I’ve been getting a lot of unsolicited phone calls lately, usually to the phone number belonging to my former company. The business has been closed for long enough that I feel free to mess with whomever calls on that number. My favorite opening, after I hear the telltale click of an automatic dialer plugging me into a call center, is to ask before they say anything, “Are you calling about the virus on my computer?”
Since most of the people calling me do, in fact, want to put viruses onto my computer, they usually know they’ve been had and they hang up right away. But today I got a couple of extremely persistent guys. The first one assured me immediately that he wasn’t calling about a virus.
“OK. What would you like to sell me?” I asked.
“Oh,” he said, “I don’t want to sell you anything.”
I interrupted, “So how can you make money if you don’t have anything to sell?”
He replied that he wanted to give me something for free, so I asked how his bosses could possibly pay him if he didn’t have something to sell.
He replied that he wanted me to have solar power and that it wouldn’t cost me anything.
I interrupted again, “OK, you’re not selling anything but you want to sell me free solar power.”
He kept trying to explain his “free” product to me and I kept interrupting with stupid questions and jumping to absurd conclusions. The guy wouldn’t give up. Finally I asked, “Don’t you understand that I’m messing with you? Most people would have hung up by now.” Unimpressed, he pressed on with his sales pitch. I finally thanked him very much and told him I’d have to be the one to hang up.
The other persistent caller really did want to try the “virus on your computer” scam. Undeterred by my sarcastic opening, he assured me that he was calling from Windows Technical Support and that they’d noticed on their servers vast amounts of traffic indicative of a highly-sophisticated morphological virus. Clearly reading from a script he didn’t know very well, he had a hard time spitting out those fancy words.
Ignoring the fact that what he said made no technological sense, I said, “If you’re going to sell me a virus, you’re going to have to practice your script. That didn’t go smoothly at all.”
“Oh no,” he rejoined, “I never said anything about a virus…”
I interrupted, reminding him what he’d just said about that highly-sophisticated morphological virus.
He pressed on, gushing over the urgency of solving this problem. “I know you have a high-quality antivirus program on your computer. This problem can’t be detected by antivirus software. We need to solve it right away.”
“OK,” I said. “Tell me your phone number and I’ll call you back.”
“You don’t have time to call me back,” he urged, “you need to log onto our website right away.”
We circled around those points a couple of times. I said I wouldn’t do anything unless he gave me his phone number so I could call him back and then we’d talk further. I figured that if he gave me a real phone number I could complain to the authorities, but he wasn’t that stupid. He made up a phone number starting with 800 but ending with too many digits. It was painful to hear him making up the sequence, struggling over each digit and then going too far. I told him that couldn’t be a real phone number so he repeated the same number, though smoothly this time.
Next I asked for his name. I couldn’t call him back without knowing his name. He said his name was William, but he couldn’t really pronounce it. Then he elaborated, “William Vincent.” Great. Now he’s a family member. I actually did try dialing the first seven digits of the number he gave me. Sadly, it didn’t get me to William so our little game is over.
I may not bother answering the phone at all tomorrow. Apparently that guy I messed with a few weeks ago really meant it when he said that he definitely would NOT add me to his do-not-call list.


:: Exercise requirements ::
Could you repeat the listing exactly, leaving out the pictures?

:: Data section ::
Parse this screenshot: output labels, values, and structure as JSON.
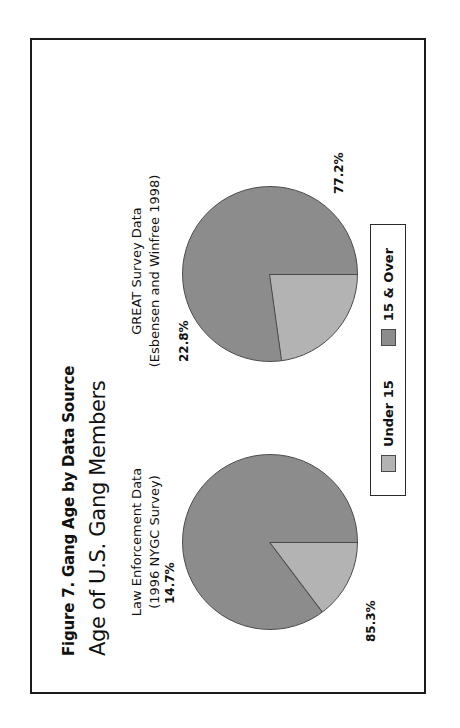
{
  "figure": {
    "title": "Figure 7. Gang Age by Data Source",
    "subtitle": "Age of U.S. Gang Members",
    "rotation_deg": -90,
    "frame_border_color": "#1a1a1a",
    "background": "#ffffff"
  },
  "legend": {
    "entries": [
      {
        "label": "Under 15",
        "color": "#b3b3b3"
      },
      {
        "label": "15 & Over",
        "color": "#8c8c8c"
      }
    ]
  },
  "panels": {
    "left": {
      "caption_line1": "Law Enforcement Data",
      "caption_line2": "(1996 NYGC Survey)",
      "labels": {
        "small": "14.7%",
        "large": "85.3%"
      }
    },
    "right": {
      "caption_line1": "GREAT Survey Data",
      "caption_line2": "(Esbensen and Winfree 1998)",
      "labels": {
        "small": "22.8%",
        "large": "77.2%"
      }
    }
  },
  "chart_data": [
    {
      "type": "pie",
      "title": "Law Enforcement Data (1996 NYGC Survey)",
      "categories": [
        "Under 15",
        "15 & Over"
      ],
      "values": [
        14.7,
        85.3
      ],
      "value_labels": [
        "14.7%",
        "85.3%"
      ],
      "colors": [
        "#b3b3b3",
        "#8c8c8c"
      ],
      "units": "percent",
      "legend": "bottom-center",
      "grid": false
    },
    {
      "type": "pie",
      "title": "GREAT Survey Data (Esbensen and Winfree 1998)",
      "categories": [
        "Under 15",
        "15 & Over"
      ],
      "values": [
        22.8,
        77.2
      ],
      "value_labels": [
        "22.8%",
        "77.2%"
      ],
      "colors": [
        "#b3b3b3",
        "#8c8c8c"
      ],
      "units": "percent",
      "legend": "bottom-center",
      "grid": false
    }
  ]
}
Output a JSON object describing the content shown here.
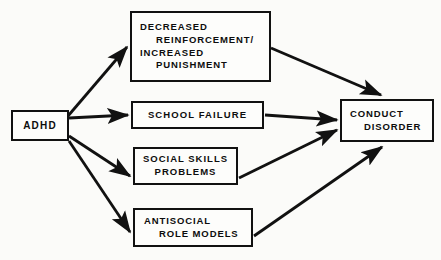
{
  "diagram": {
    "background_color": "#fbfbf9",
    "stroke_color": "#111111",
    "text_color": "#0d0d0d",
    "nodes": [
      {
        "id": "adhd",
        "name": "adhd",
        "lines": [
          "ADHD"
        ],
        "role": "source"
      },
      {
        "id": "reinforcement",
        "name": "decreased-reinforcement-increased-punishment",
        "lines": [
          "DECREASED",
          "REINFORCEMENT/",
          "INCREASED",
          "PUNISHMENT"
        ],
        "role": "mediator"
      },
      {
        "id": "school",
        "name": "school-failure",
        "lines": [
          "SCHOOL FAILURE"
        ],
        "role": "mediator"
      },
      {
        "id": "social",
        "name": "social-skills-problems",
        "lines": [
          "SOCIAL SKILLS",
          "PROBLEMS"
        ],
        "role": "mediator"
      },
      {
        "id": "antisocial",
        "name": "antisocial-role-models",
        "lines": [
          "ANTISOCIAL",
          "ROLE MODELS"
        ],
        "role": "mediator"
      },
      {
        "id": "conduct",
        "name": "conduct-disorder",
        "lines": [
          "CONDUCT",
          "DISORDER"
        ],
        "role": "outcome"
      }
    ],
    "edges": [
      {
        "from": "adhd",
        "to": "reinforcement"
      },
      {
        "from": "adhd",
        "to": "school"
      },
      {
        "from": "adhd",
        "to": "social"
      },
      {
        "from": "adhd",
        "to": "antisocial"
      },
      {
        "from": "reinforcement",
        "to": "conduct"
      },
      {
        "from": "school",
        "to": "conduct"
      },
      {
        "from": "social",
        "to": "conduct"
      },
      {
        "from": "antisocial",
        "to": "conduct"
      }
    ]
  }
}
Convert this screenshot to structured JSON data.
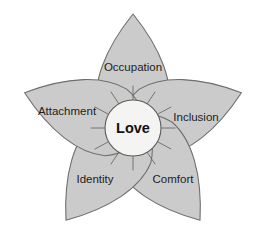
{
  "diagram": {
    "type": "radial-petal-diagram",
    "center": {
      "label": "Love",
      "shape": "circle",
      "fill_color": "#f4f4f2",
      "stroke_color": "#5e5e5e"
    },
    "petal_style": {
      "fill_color": "#cbcbcb",
      "stroke_color": "#6f6f6f"
    },
    "background_color": "#ffffff",
    "petal_count": 5,
    "petals": [
      {
        "label": "Occupation",
        "position": "top",
        "angle_deg": 0,
        "label_x": 133,
        "label_y": 68
      },
      {
        "label": "Inclusion",
        "position": "upper-right",
        "angle_deg": 72,
        "label_x": 196,
        "label_y": 118
      },
      {
        "label": "Comfort",
        "position": "lower-right",
        "angle_deg": 144,
        "label_x": 173,
        "label_y": 180
      },
      {
        "label": "Identity",
        "position": "lower-left",
        "angle_deg": 216,
        "label_x": 95,
        "label_y": 180
      },
      {
        "label": "Attachment",
        "position": "upper-left",
        "angle_deg": 288,
        "label_x": 67,
        "label_y": 112
      }
    ]
  }
}
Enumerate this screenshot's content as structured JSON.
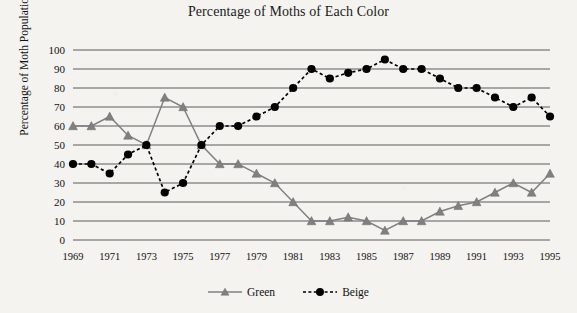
{
  "chart_data": {
    "type": "line",
    "title": "Percentage of Moths of Each Color",
    "xlabel": "",
    "ylabel": "Percentage of Moth Population",
    "ylim": [
      0,
      100
    ],
    "ytick_step": 10,
    "yticks": [
      100,
      90,
      80,
      70,
      60,
      50,
      40,
      30,
      20,
      10,
      0
    ],
    "xlim": [
      1969,
      1995
    ],
    "xticks": [
      1969,
      1971,
      1973,
      1975,
      1977,
      1979,
      1981,
      1983,
      1985,
      1987,
      1989,
      1991,
      1993,
      1995
    ],
    "x": [
      1969,
      1970,
      1971,
      1972,
      1973,
      1974,
      1975,
      1976,
      1977,
      1978,
      1979,
      1980,
      1981,
      1982,
      1983,
      1984,
      1985,
      1986,
      1987,
      1988,
      1989,
      1990,
      1991,
      1992,
      1993,
      1994,
      1995
    ],
    "grid": true,
    "legend_position": "bottom",
    "series": [
      {
        "name": "Green",
        "color": "#808080",
        "marker": "triangle",
        "linestyle": "solid",
        "values": [
          60,
          60,
          65,
          55,
          50,
          75,
          70,
          50,
          40,
          40,
          35,
          30,
          20,
          10,
          10,
          12,
          10,
          5,
          10,
          10,
          15,
          18,
          20,
          25,
          30,
          25,
          35
        ]
      },
      {
        "name": "Beige",
        "color": "#000000",
        "marker": "circle",
        "linestyle": "dashed",
        "values": [
          40,
          40,
          35,
          45,
          50,
          25,
          30,
          50,
          60,
          60,
          65,
          70,
          80,
          90,
          85,
          88,
          90,
          95,
          90,
          90,
          85,
          80,
          80,
          75,
          70,
          75,
          65
        ]
      }
    ]
  },
  "legend": {
    "items": [
      {
        "label": "Green"
      },
      {
        "label": "Beige"
      }
    ]
  }
}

:: Solution to the problem ::
Parse this screenshot: output labels, values, and structure as JSON.
{
  "figure": {
    "title": "Figure 7. Gang Age by Data Source",
    "subtitle": "Age of U.S. Gang Members",
    "rotation_deg": -90,
    "frame_border_color": "#1a1a1a",
    "background": "#ffffff"
  },
  "legend": {
    "entries": [
      {
        "label": "Under 15",
        "color": "#b3b3b3"
      },
      {
        "label": "15 & Over",
        "color": "#8c8c8c"
      }
    ]
  },
  "panels": {
    "left": {
      "caption_line1": "Law Enforcement Data",
      "caption_line2": "(1996 NYGC Survey)",
      "labels": {
        "small": "14.7%",
        "large": "85.3%"
      }
    },
    "right": {
      "caption_line1": "GREAT Survey Data",
      "caption_line2": "(Esbensen and Winfree 1998)",
      "labels": {
        "small": "22.8%",
        "large": "77.2%"
      }
    }
  },
  "chart_data": [
    {
      "type": "pie",
      "title": "Law Enforcement Data (1996 NYGC Survey)",
      "categories": [
        "Under 15",
        "15 & Over"
      ],
      "values": [
        14.7,
        85.3
      ],
      "value_labels": [
        "14.7%",
        "85.3%"
      ],
      "colors": [
        "#b3b3b3",
        "#8c8c8c"
      ],
      "units": "percent",
      "legend": "bottom-center",
      "grid": false
    },
    {
      "type": "pie",
      "title": "GREAT Survey Data (Esbensen and Winfree 1998)",
      "categories": [
        "Under 15",
        "15 & Over"
      ],
      "values": [
        22.8,
        77.2
      ],
      "value_labels": [
        "22.8%",
        "77.2%"
      ],
      "colors": [
        "#b3b3b3",
        "#8c8c8c"
      ],
      "units": "percent",
      "legend": "bottom-center",
      "grid": false
    }
  ]
}
Output a JSON object describing the content shown here.
{
  "diagram": {
    "background_color": "#fbfbf9",
    "stroke_color": "#111111",
    "text_color": "#0d0d0d",
    "nodes": [
      {
        "id": "adhd",
        "name": "adhd",
        "lines": [
          "ADHD"
        ],
        "role": "source"
      },
      {
        "id": "reinforcement",
        "name": "decreased-reinforcement-increased-punishment",
        "lines": [
          "DECREASED",
          "REINFORCEMENT/",
          "INCREASED",
          "PUNISHMENT"
        ],
        "role": "mediator"
      },
      {
        "id": "school",
        "name": "school-failure",
        "lines": [
          "SCHOOL FAILURE"
        ],
        "role": "mediator"
      },
      {
        "id": "social",
        "name": "social-skills-problems",
        "lines": [
          "SOCIAL SKILLS",
          "PROBLEMS"
        ],
        "role": "mediator"
      },
      {
        "id": "antisocial",
        "name": "antisocial-role-models",
        "lines": [
          "ANTISOCIAL",
          "ROLE MODELS"
        ],
        "role": "mediator"
      },
      {
        "id": "conduct",
        "name": "conduct-disorder",
        "lines": [
          "CONDUCT",
          "DISORDER"
        ],
        "role": "outcome"
      }
    ],
    "edges": [
      {
        "from": "adhd",
        "to": "reinforcement"
      },
      {
        "from": "adhd",
        "to": "school"
      },
      {
        "from": "adhd",
        "to": "social"
      },
      {
        "from": "adhd",
        "to": "antisocial"
      },
      {
        "from": "reinforcement",
        "to": "conduct"
      },
      {
        "from": "school",
        "to": "conduct"
      },
      {
        "from": "social",
        "to": "conduct"
      },
      {
        "from": "antisocial",
        "to": "conduct"
      }
    ]
  }
}
Convert this screenshot to structured JSON data.
{
  "diagram": {
    "type": "radial-petal-diagram",
    "center": {
      "label": "Love",
      "shape": "circle",
      "fill_color": "#f4f4f2",
      "stroke_color": "#5e5e5e"
    },
    "petal_style": {
      "fill_color": "#cbcbcb",
      "stroke_color": "#6f6f6f"
    },
    "background_color": "#ffffff",
    "petal_count": 5,
    "petals": [
      {
        "label": "Occupation",
        "position": "top",
        "angle_deg": 0,
        "label_x": 133,
        "label_y": 68
      },
      {
        "label": "Inclusion",
        "position": "upper-right",
        "angle_deg": 72,
        "label_x": 196,
        "label_y": 118
      },
      {
        "label": "Comfort",
        "position": "lower-right",
        "angle_deg": 144,
        "label_x": 173,
        "label_y": 180
      },
      {
        "label": "Identity",
        "position": "lower-left",
        "angle_deg": 216,
        "label_x": 95,
        "label_y": 180
      },
      {
        "label": "Attachment",
        "position": "upper-left",
        "angle_deg": 288,
        "label_x": 67,
        "label_y": 112
      }
    ]
  }
}
Enumerate this screenshot's content as structured JSON.
{
  "chart_data": {
    "type": "line",
    "title": "Percentage of Moths of Each Color",
    "xlabel": "",
    "ylabel": "Percentage of Moth Population",
    "ylim": [
      0,
      100
    ],
    "ytick_step": 10,
    "yticks": [
      100,
      90,
      80,
      70,
      60,
      50,
      40,
      30,
      20,
      10,
      0
    ],
    "xlim": [
      1969,
      1995
    ],
    "xticks": [
      1969,
      1971,
      1973,
      1975,
      1977,
      1979,
      1981,
      1983,
      1985,
      1987,
      1989,
      1991,
      1993,
      1995
    ],
    "x": [
      1969,
      1970,
      1971,
      1972,
      1973,
      1974,
      1975,
      1976,
      1977,
      1978,
      1979,
      1980,
      1981,
      1982,
      1983,
      1984,
      1985,
      1986,
      1987,
      1988,
      1989,
      1990,
      1991,
      1992,
      1993,
      1994,
      1995
    ],
    "grid": true,
    "legend_position": "bottom",
    "series": [
      {
        "name": "Green",
        "color": "#808080",
        "marker": "triangle",
        "linestyle": "solid",
        "values": [
          60,
          60,
          65,
          55,
          50,
          75,
          70,
          50,
          40,
          40,
          35,
          30,
          20,
          10,
          10,
          12,
          10,
          5,
          10,
          10,
          15,
          18,
          20,
          25,
          30,
          25,
          35
        ]
      },
      {
        "name": "Beige",
        "color": "#000000",
        "marker": "circle",
        "linestyle": "dashed",
        "values": [
          40,
          40,
          35,
          45,
          50,
          25,
          30,
          50,
          60,
          60,
          65,
          70,
          80,
          90,
          85,
          88,
          90,
          95,
          90,
          90,
          85,
          80,
          80,
          75,
          70,
          75,
          65
        ]
      }
    ]
  },
  "legend": {
    "items": [
      {
        "label": "Green"
      },
      {
        "label": "Beige"
      }
    ]
  }
}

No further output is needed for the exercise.